By Peter Weiss
Imagine poking a liquid to create holes that persist like those in swiss cheese. Incredible as that might sound, a group of scientists has done it.
Although the bizarre effect showed up only under extreme laboratory conditions, similar effects might be present in some industrial and geologic processes that involve fluids, says physicist Robert D. Deegan of the University of Texas at Austin. He and his colleagues describe their hole-riddled fluids in the May 7 Physical Review Letters.
The Texas team produced the enduring holes in curious fluids that are already well known to chefs: concentrated suspensions of cornstarch in water. Such fluids undergo what’s called shear thickening, which means they resist stirring by becoming more and more viscous the more vigorously they are stirred.

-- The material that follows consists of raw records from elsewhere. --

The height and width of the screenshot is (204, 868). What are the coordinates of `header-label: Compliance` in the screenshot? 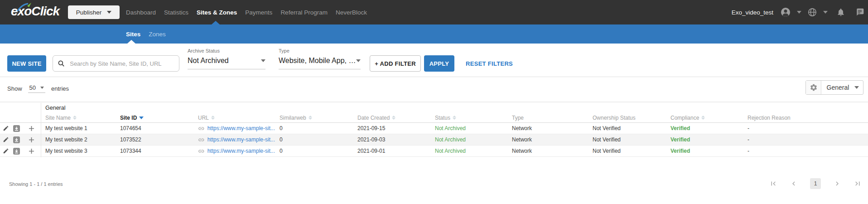 It's located at (685, 118).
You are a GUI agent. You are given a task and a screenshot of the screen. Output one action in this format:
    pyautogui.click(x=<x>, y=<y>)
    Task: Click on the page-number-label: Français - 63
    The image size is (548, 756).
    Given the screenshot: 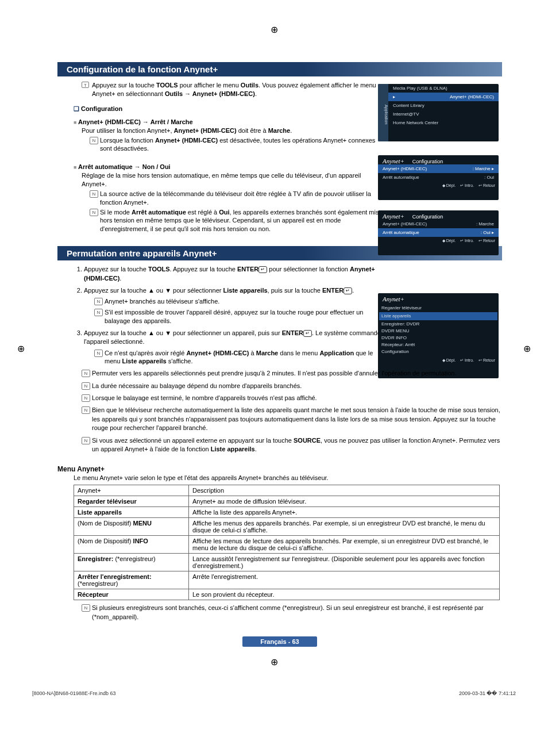 What is the action you would take?
    pyautogui.click(x=280, y=642)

Deegan and his coworkers tried a new way to agitate the cornstarch suspensions. They poured a layer of the stuff into a shallow dish and then vibrated it up and down with a range of accelerations. Some exceeded twice the maximum acceleration endured by a fighter pilot flying tricky maneuvers.

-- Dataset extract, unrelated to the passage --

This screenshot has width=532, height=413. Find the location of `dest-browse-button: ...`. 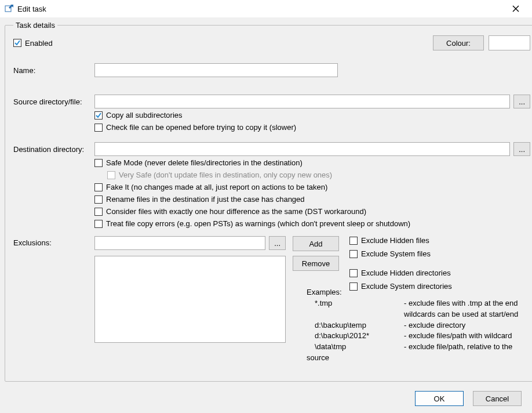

Although scientists have subjected fluids to up-and-down vibrations since the 1800s, “the idea of subjecting a shear-thickening fluid to [such] oscillations is new and original,” comments Tomas Bohr of the Technical University of Denmark in Lyngby.
The first long-lived hole appeared when Deegan touched the fluid with his finger. “I tried pushing on it to see if anything would happen, and this is what happened,” he recalls.
Since then, he and his colleagues have demonstrated that, within a certain range of vibration speeds and intensities, holes made using puffs from high-pressure air jets last as long as the vibrations continue. At the highest accelerations, the holes morph into a riot of ever-changing blobs and voids.
“It’s the wildest thing I ever saw,” comments Thomas A. Witten of the University of Chicago.
The results using cornstarch suspensions were surprising enough, but the researchers observed similarly persistent holes in fluids that consist of water and microscopic glass beads. That result suggests the same effect “could probably occur in many different suspensions of particles,” says Harry L. Swinney, a coauthor of the report and the head of the lab where the experiments took place.
There is some precedent for the vibration-induced formation of long-lived, discrete structures in a material that usually flows. About 8 years ago, a different team in Swinney’s lab discovered that shaking a bed of minute bronze spheres up and down could produce isolated towers of beads. Called an oscillon, such a tower periodically gives way to a complementary form—a dent in the bed of beads (SN: 8/31/96, p. 135).